Airlines flashed an early warning signal Tuesday, suggesting that consumers and businesses were starting to get nervous amid wider economic and political uncertainty.
Several carriers cut their financial forecasts for the first few months of the year, saying that revenue would be weaker than expected. They pointed to a number of reasons: bad weather, high-profile plane crashes and less spending by consumers, businesses and the federal government.
“We just went through a little bit of a parade of horribles,” Ed Bastian, CEO of Delta Air Lines, said at the J.P. Morgan Industrials Conference on Tuesday morning.
Delta, Southwest Airlines and American Airlines all downgraded their revenue forecasts for the first quarter compared with earlier projections. Those revised projections suggest that uncertainty and flagging economic confidence have started to take a toll on travel, which can be an early indicator for other industries.
But the news was not all bad. Airlines still expect revenue in the first quarter to be about the same, if not higher than, the same period last year. And most are optimistic about the rest of 2025.
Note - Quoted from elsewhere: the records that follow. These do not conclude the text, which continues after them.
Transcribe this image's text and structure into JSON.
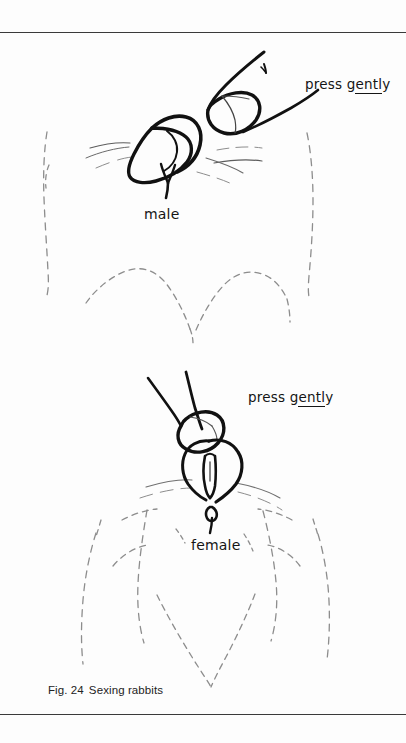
{
  "page": {
    "width": 406,
    "height": 743,
    "background_color": "#fdfdfd",
    "rule_color": "#3a3a3a"
  },
  "figure": {
    "caption_prefix": "Fig. 24",
    "caption_text": "Sexing rabbits",
    "ink_color": "#111111",
    "dashed_color": "#8a8a8a"
  },
  "labels": {
    "press_gently_male": {
      "part_plain_1": "press g",
      "part_underlined": "entl",
      "part_plain_2": "y"
    },
    "press_gently_female": {
      "part_plain_1": "press g",
      "part_underlined": "entl",
      "part_plain_2": "y"
    },
    "male": "male",
    "female": "female"
  }
}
The softening travel spending also appeared to be limited, for now, to flights within the United States and to lower-priced fares, according to Delta and United Airlines.
“Good news is that international, long haul, Hawaii, premium, all remain really strong,” Scott Kirby, United’s CEO, said at the investor conference. United did not revise its quarterly forecast, but Kirby said that he expected to finish the quarter at the low end of its financial projections.
Delta similarly said that premium and international travel remained strong, which was welcome news to analysts, who were surprised by the size of the cut to its forecasts. But that may not be enough to ease all investors’ concerns, according to Andrew Didora, an analyst at the Bank of America.
“Investors will worry about this spreading,” Didora said in an investor note. “The key question is whether the demand weakness is transitory.”
United, American and Southwest each also reported a decline in government spending on travel as the Trump administration makes deep cuts to various agencies.
Share prices for United, American and Delta fell Tuesday. Southwest and JetBlue Airways were up as investors seemed reassured by those airlines’ efforts to control costs and boost revenue.
— New York Times
U.S. job postings were up in January
U.S. employers posted 7.7 million vacancies in January, the Labor Department reported Tuesday, up from 7.5 million. The outlook for the labor market is murky as Trump wages a trade war with foreign countries, purges federal workers and threatens to deport millions of immigrants.
Layoffs fell slightly in January, and the number of Americans quitting their jobs rose.
The Labor Department’s Job Openings and Labor Turnover Survey showed that openings rose in real estate, health care, manufacturing and construction firms. Federal government agencies posted 135,000 jobs, down from 138,000 in December. The fallout from purges of federal workers by billionaire Elon Musk’s Department of Government Efficiency is not expected to show up in labor market data at least until the February numbers come out.
Southwest ends bags-fly-free policy
Southwest Airlines will begin charging customers a fee to check bags, abandoning a decades-long practice that executives had described last fall as key to differentiating the budget carrier from its rivals.
Southwest, which built years of advertising campaigns around its policy of letting passengers check up to two bags for free, said Tuesday that people who haven’t either reached the upper tiers of its Rapid Rewards loyalty program, bought a business class ticket or hold the airline’s credit card will have to pay for checked bags.
The airline did not outline the fee schedule but said the new policy would start with flights booked on May 28.
“We have tremendous opportunity to meet current and future customer needs, attract new customer segments we don’t compete for today, and return to the levels of profitability that both we and our shareholders expect,” CEO Bob Jordan said in a statement.